At some schools, the general manager ranks above the rest of the coaching staff. At others, the job is not much different than a classic recruiting coordinator. It depends on how the head coach and athletic director see it.
“It’s sexy for people to say they’re going to go hire a GM, but do they really know what they want the GM to do?” said the second GM. “People are trying to figure this out.”
If Freeman wants Notre Dame’s next GM to have more roster control, that may mean negotiating contracts and handling NIL payments. It probably means dealing with the Notre Dame admissions department, which adds a layer of complexity absent at many other schools. And the GM will have to know what Freeman is thinking without asking when it comes to acquisitions, especially in the portal.
It’s all a lot to learn in a short amount of time.
“The head coach puts the GM in place, the GM makes sure the roster is built in his vision,” said the first GM. “If it’s done perfectly, the GM doesn’t even have to ask the head coach. He knows exactly what we’re looking for in a linebacker, how much we’re gonna pay him, so if that’s $200,000, we can skip that conversation. In the portal season everything happens so quickly that you don’t have time to ask and ask and ask.”
After missing on Blanchard, Notre Dame doesn’t plan to rush this hire, although targeting Blanchard in the first place may be a tell for the empowerment Freeman will attach to this position.

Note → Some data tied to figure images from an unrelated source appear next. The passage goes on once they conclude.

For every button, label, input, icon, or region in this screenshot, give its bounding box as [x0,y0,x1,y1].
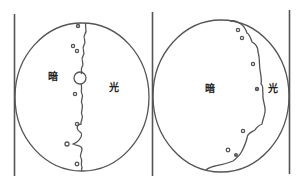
left-dot [71,44,74,47]
right-light-label: 光 [268,84,278,94]
right-boundary-line [206,21,265,170]
left-dot [75,162,79,166]
left-dark-label: 暗 [48,72,58,82]
right-dot [226,148,230,152]
left-light-label: 光 [109,83,119,93]
right-dark-label: 暗 [205,84,215,94]
right-dot [241,129,244,132]
left-large-ring [74,72,86,84]
left-dot [65,142,69,146]
right-dot [236,28,239,31]
left-dot [75,49,78,52]
diagram-canvas [0,0,301,184]
right-field-circle [153,20,289,172]
right-dot [240,36,243,39]
right-dot [251,62,254,65]
left-dot [73,92,76,95]
left-dot [75,122,78,125]
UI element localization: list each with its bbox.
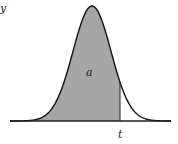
cutoff-label: t [118, 128, 122, 141]
y-axis-label: y [0, 2, 6, 15]
area-label: a [86, 66, 93, 79]
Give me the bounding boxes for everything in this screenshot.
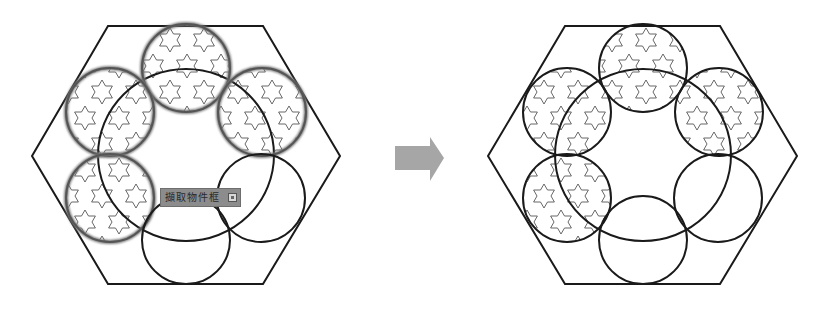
circle-shape-4[interactable]	[674, 154, 762, 242]
left-panel	[32, 24, 340, 284]
diagram-canvas	[0, 0, 825, 312]
right-arrow-icon	[395, 137, 444, 181]
tooltip-label: 擷取物件框	[165, 189, 220, 206]
capture-object-tooltip[interactable]: 擷取物件框	[160, 188, 241, 207]
right-panel	[488, 24, 797, 284]
expand-button-icon[interactable]	[228, 193, 237, 202]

Regardless, just how much sway the next general manager has will be up to the head coach.
“If you’ve got a collection of good evaluators on staff, maybe that’s less important for the GM. But if you’ve got more inexperienced guys who are good with relationships, maybe you lean into the evaluator,” said the former GM. “Mike Denbrock knows what he’s looking for in an offensive player. Mike Mickens has good eyes. And Freeman is a good evaluator. But only they know what they need for this.
“And I’m not sure there’s a right or a wrong answer.”